Personification  [the  attribution of human qualities to non-human things]

That Pearl Avenue "runs" past the high-school lot and "Bends" with the tracks, then "stops, cut off" suggests life on the street and helps the reader to visualize the settings.

The gas pumps are described as "idiot pumps" with "rubber elbows" and "nostrils" and "squat, without a head"  like a "football type."  This personification underscores the ex-basketball player's failure as it suggests that only the idiot pumps now are Flick's audience.

Flick nods to "bright applauding tiers/ Of Necco Wafers, Nibs, and Juju Beads."  The only audience he has is not human; behind Flick is merely a counter of snacks.

That Flick has such "fine and nervous" hands "makes no difference to the lug wrench" suggests that the lug wrench can think.

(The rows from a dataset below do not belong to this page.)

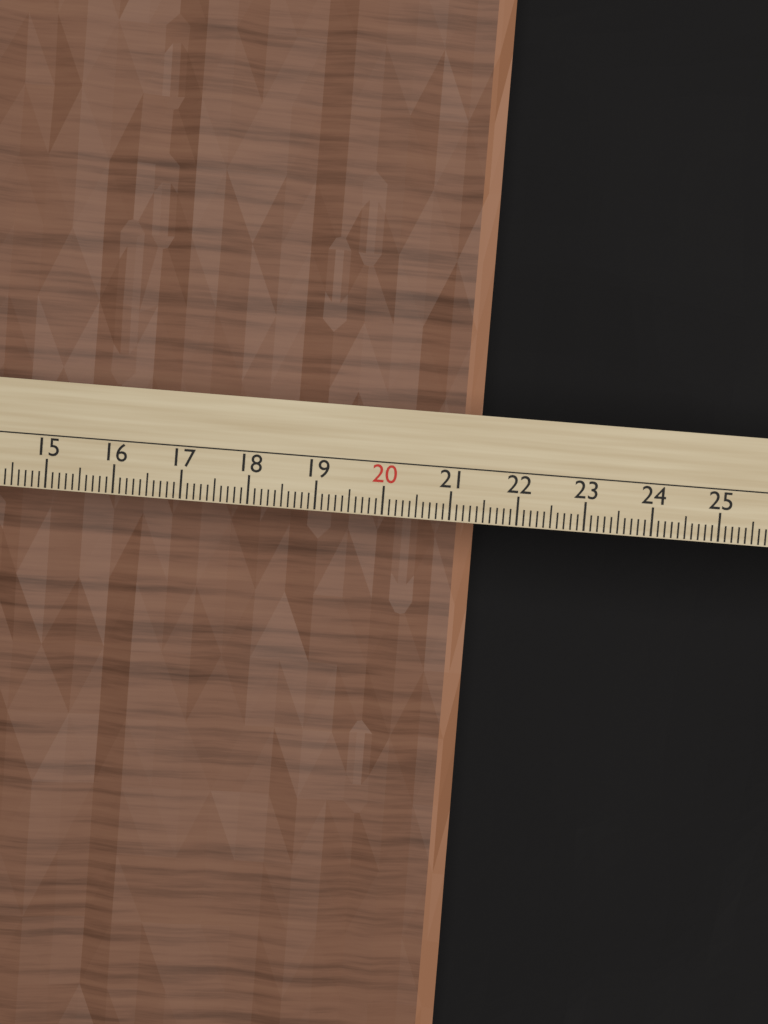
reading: 21.5 cm
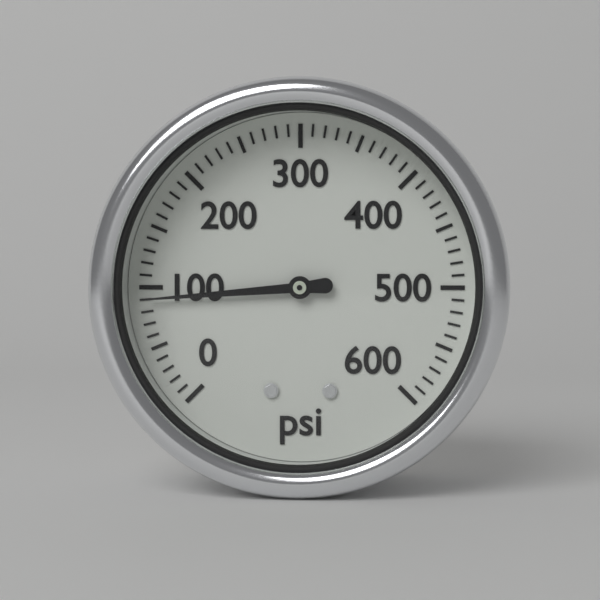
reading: 90 psi
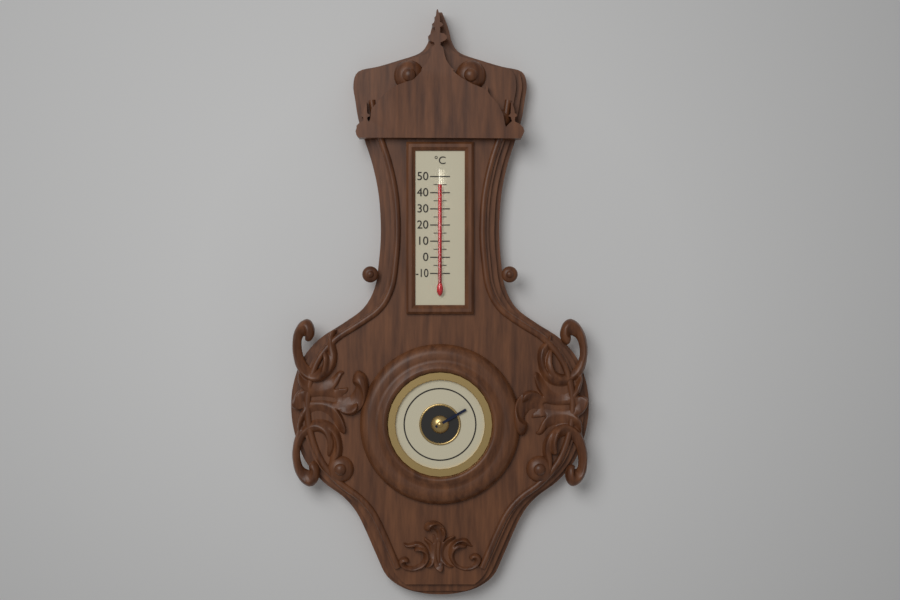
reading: 45 °C
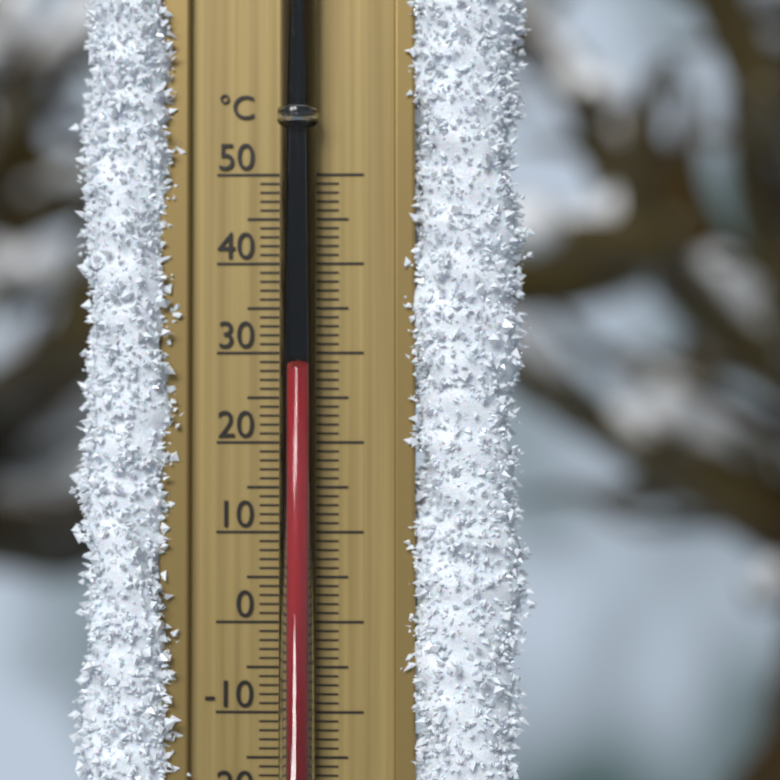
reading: 28 °C
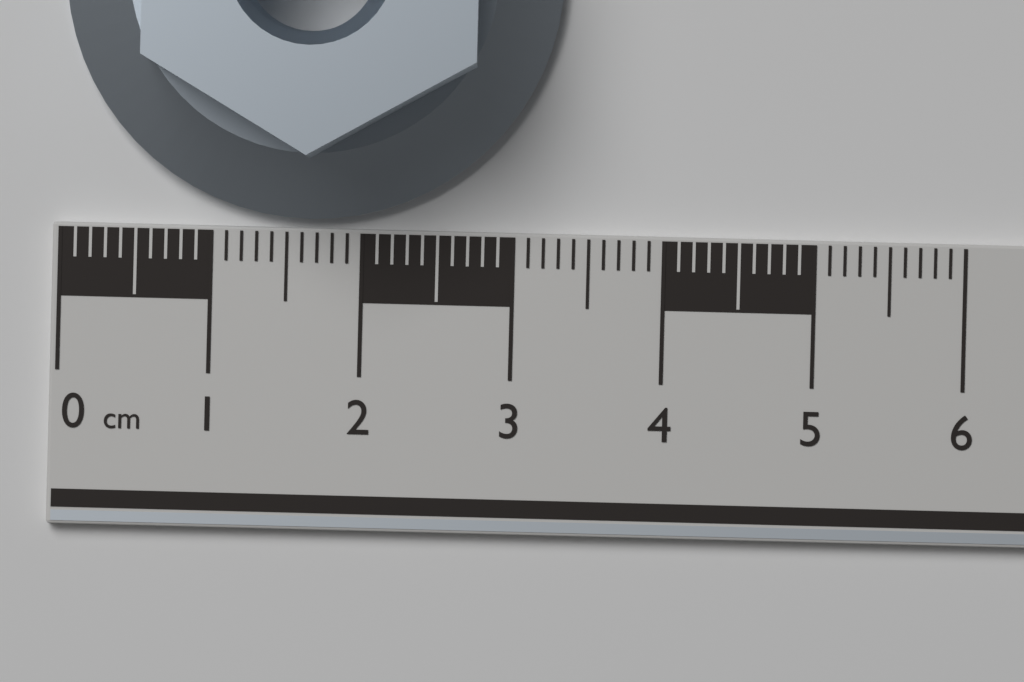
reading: 3.3 cm
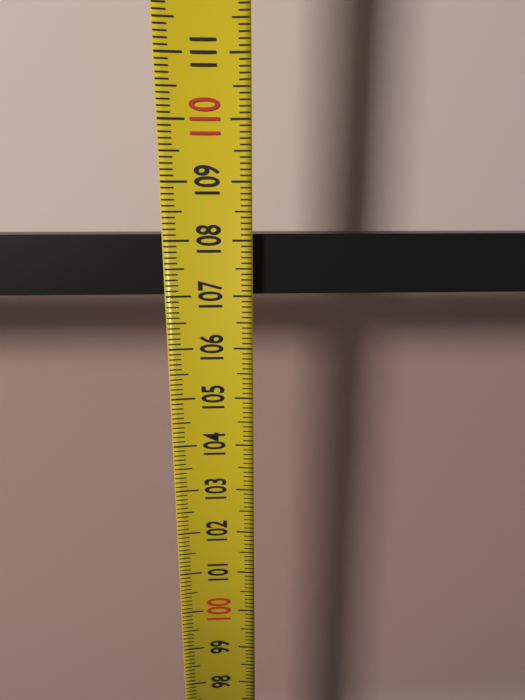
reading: 108.1 (no unit)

Simile [a comparison using like or as ]

In describing Flick, the Updike writes, "His hands were like wild birds."

Imagery  [descriptive language to recreate sensory experiences]

In stanza two the image of Flick towering over the "idiot pumps" suggests that at one time Flick was like nobility among the townspeople.

"the bright applauding tiers" suggests the crowds that once came to watch the town's superstar.

Flick now is no superstar; he is "Grease-gray," dirty from his menial job.

Parallelism [two or more lines are directly related in structure]

The parallel structure in the verb phrases "just sells gas,/Cehck oil, and changes flats" creates a routine sound to Flick's menial job.

Each stanza is six lines long, with each line about the same length.  This appearance also suggests the routine life of Flick now in contrast to the excitement of having been a basketball star.

Blank verse

The poem is written in blank verse, unrhymed iambic pentameter which lends the poem a natural feeling, almost conversational.

Metaphor

The poem has a controlling metaphor in which Flick is like the street of the first line.  He was once a "Pearl," but because of missed opportunities, he also has been "stopped" and "cut off" before having "a chance" to go further in life.

All of the above-mentioned devices contribute to the theme of the poem.  For, with the use of these poetic devices, John Updike captures the poignancy of the misfortune of people who miss opportunities to capitalize upon their talents.